Destruction by fires and insects is a part of the natural history of forests, and in isolation, such events would be no cause for alarm. Indeed, despite the recent problems, the new estimate, published Aug. 19 in the journal Science, suggests that when emissions from the destruction of forests are subtracted from the carbon they absorb, they are, on balance, packing more than a billion tons of carbon into long-term storage every year.

One major reason is that forests, like other types of plants, appear to be responding to the rise of carbon dioxide in the atmosphere by growing more vigorously. The gas is, after all, the main food supply for plants. Scientists have been surprised in recent years to learn that this factor is causing a growth spurt even in mature forests, a finding that overturned decades of ecological dogma.

Climate-change contrarians tend to focus on this “fertilization effect,” hailing it as a boon for forests and the food supply. “The ongoing rise of the air’s CO2 content is causing a great greening of the Earth,” one advocate of this position, Craig D. Idso, said at a contrarian meeting in Washington in July.

Dr. Idso and others assert that this effect is likely to continue for the foreseeable future, ameliorating any negative impacts on plant growth from rising temperatures. More mainstream scientists, while stating that CO2 fertilization is real, are much less certain about the long-term effects, saying that the heat and water stress associated with climate change seem to be making forests vulnerable to insect attack, fires and many other problems.

“Forests take a century to grow to maturity,” said Werner A. Kurz, a Canadian scientist who is a leading expert on forest carbon. “It takes only a single extreme climate event, a single attack by insects, to interrupt that hundred-year uptake of carbon.”

It is possible the recent die-backs will prove transitory — a coincidence, perhaps, that they all occurred at roughly the same time. The more troubling possibility, experts said, is that the die-offs might prove to be the leading edge of a more sweeping change.

“If this were happening in just a few places, it would be easier to deny and write off,” said David A. Cleaves, senior adviser for the United States Forest Service. “But it’s not. It’s happening all over the place. You’ve got to say, gee, what is the common element?”

Tracking an Ebb and Flow

So far, humanity has been lucky. While some forests are starting to release more carbon than they take up, that effect continues to be outweighed by forests that pack carbon away. Whether those healthy forests will predominate over coming decades, or will become sick themselves, is simply unclear.

The other day, deep in a healthy New England thicket of oaks, maples and hemlocks, two young men scrambled around on their hands and knees measuring twigs and sticks that had fallen from the trees.

“What was the diameter on that?” asked Jakob Lindaas, a Harvard student holding a pencil and clipboard.
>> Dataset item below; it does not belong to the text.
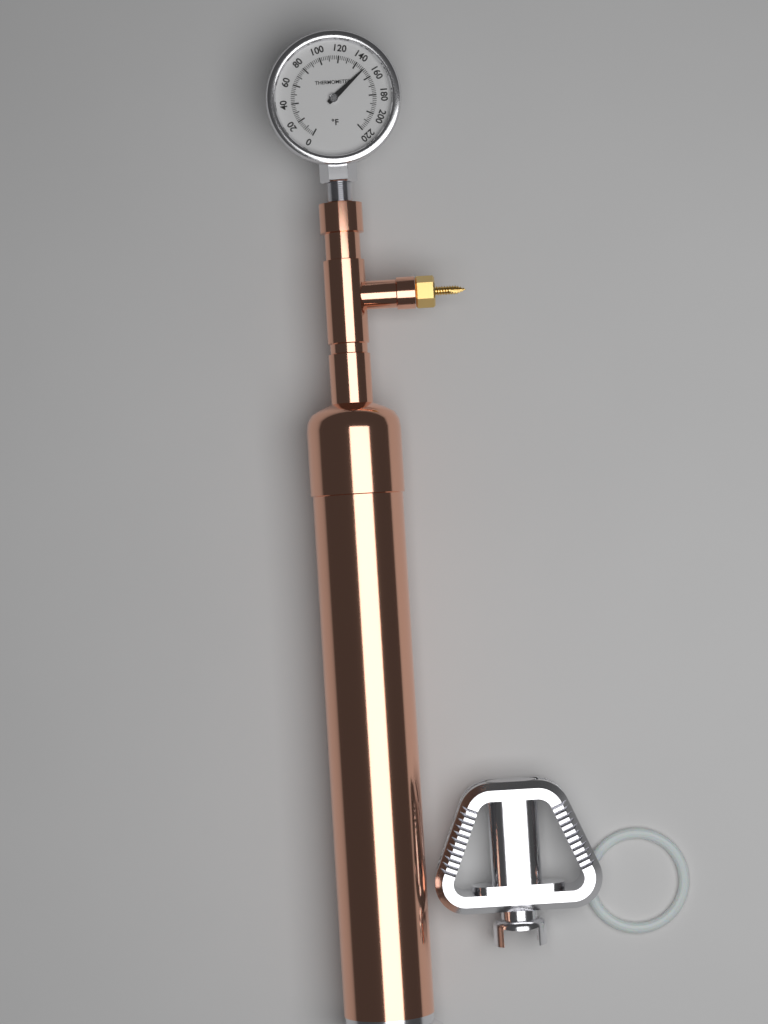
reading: 150 °F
Leland K. Werden, a researcher at the university, called out a metric measurement, and they moved to the next twig. It was one of thousands they would eventually have to measure as part of an effort to tell how fast the wood, knocked off the trees in an ice storm in 2008, was decaying.

The debris they were cataloging would not have struck a hiker as anything to notice, much less measure, but the Harvard Forest, 3,000 acres near Petersham, Mass., is one of the world’s most intensively studied patches of woods. The work the men were doing will become a small contribution toward solving one of the biggest accounting problems of modern science.